ACHIEVEMENTS
Mr. Klein was responsible for the design and development of the first commercial dual-channel side scan sonar. He introduced this system at a meeting of the Marine Technology Society in San Diego in 1967. The system was a great operational and financial success and helped to create a new worldwide industry creating many jobs and changing the world of ocean exploration.
He was responsible for the design and installation of the first side scan sonar system on a deep submersible, the bathyscaph TRIESTE in 1963. The sonar was used to help search for the submarine Thresher that sank in 1963. He assisted TRIESTE personnel in the operation of the sonar system and participated in several test dives of the submersible.
He assisted in the design of a graphic recorder for the Cousteau "Soucoupe" Diving Saucer as well as other specialized recorders and sonar systems for many applications.

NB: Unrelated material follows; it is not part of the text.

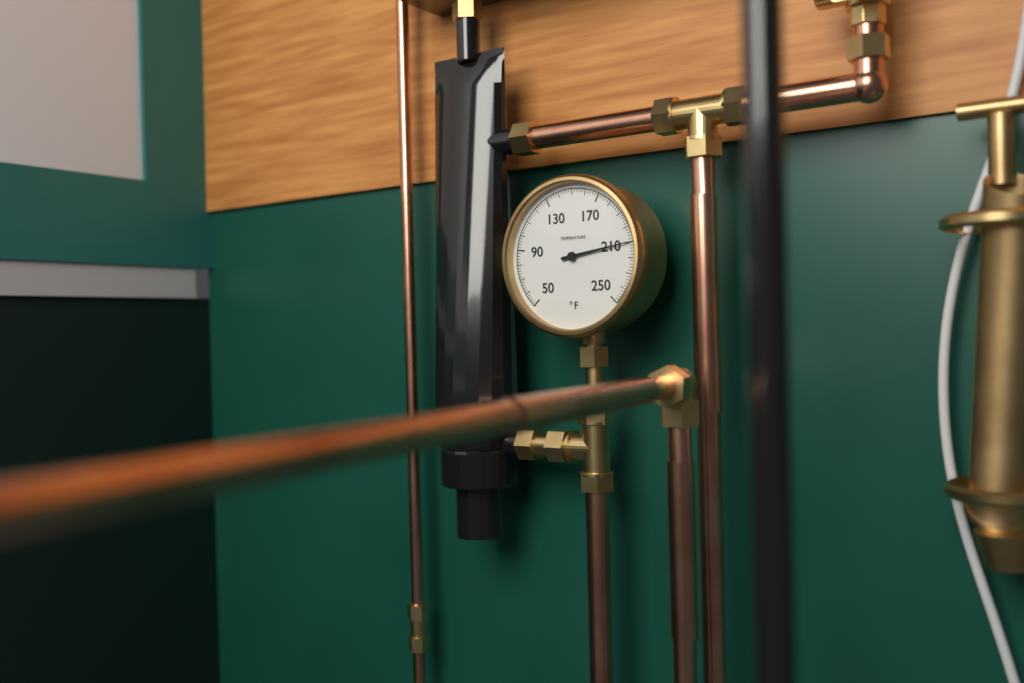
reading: 210 °F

He is one of the first proponents of installing side scan sonar on autonomous underwater vehicles (AUVs). In 1974 he gave a side scan sonar to Dr. A. Douglas Carmichael who worked with a team of students in the summer laboratory of the MIT Sea Grant Program to develop the first AUV. Klein gave a similar system to D.Richard Blidberg of the University of New Hampshire for their EAVE AUV. Eventually side scan sonar became ubiquitous on AUVs.
He has worked with the Academy of Applied Science and the Loch Ness Investigation Bureau using his side scan sonar instruments to show the existence of caves in the steep walls of the Loch. He also presented evidence that there are large moving creatures in Loch Ness in addition to large schools of fish that could support these creatures. In 1976 he, along with colleagues, discovered a group of mysterious stone circles in Loch Ness as well as a Wellington Aircraft that went down in World War II.
He has extensive ocean survey experience. He participated in the sub-bottom seismic profiling survey of the English Channel for the tunnel between France and England (now called the Chunnel). He has participated in numerous surveys including oil exploration surveys in Darwin, Australia and in the Gulf of Mexico, cable and pipeline finding surveys on the Hudson River; and other surveys in Canada, Trinidad, Norway, England and the Mediterranean. He also helped with a land survey for the Atomic Energy Commission in the South Pacific.
Mr. Klein has taken part in several marine archaeological surveys including a search in Turkey with a team from the University of Pennsylvania in which he helped to pinpoint an important wreck dating from 200 B.C. He also participated in a survey off the coast of Ashdod, Israel to search for an ancient harbor.
He has joined in dives of several research submersibles including a 5000 foot dive in the ALVIN with a team from the Woods Hole Oceanographic Institution in which he made the first sub-bottom profile from a deep submersible.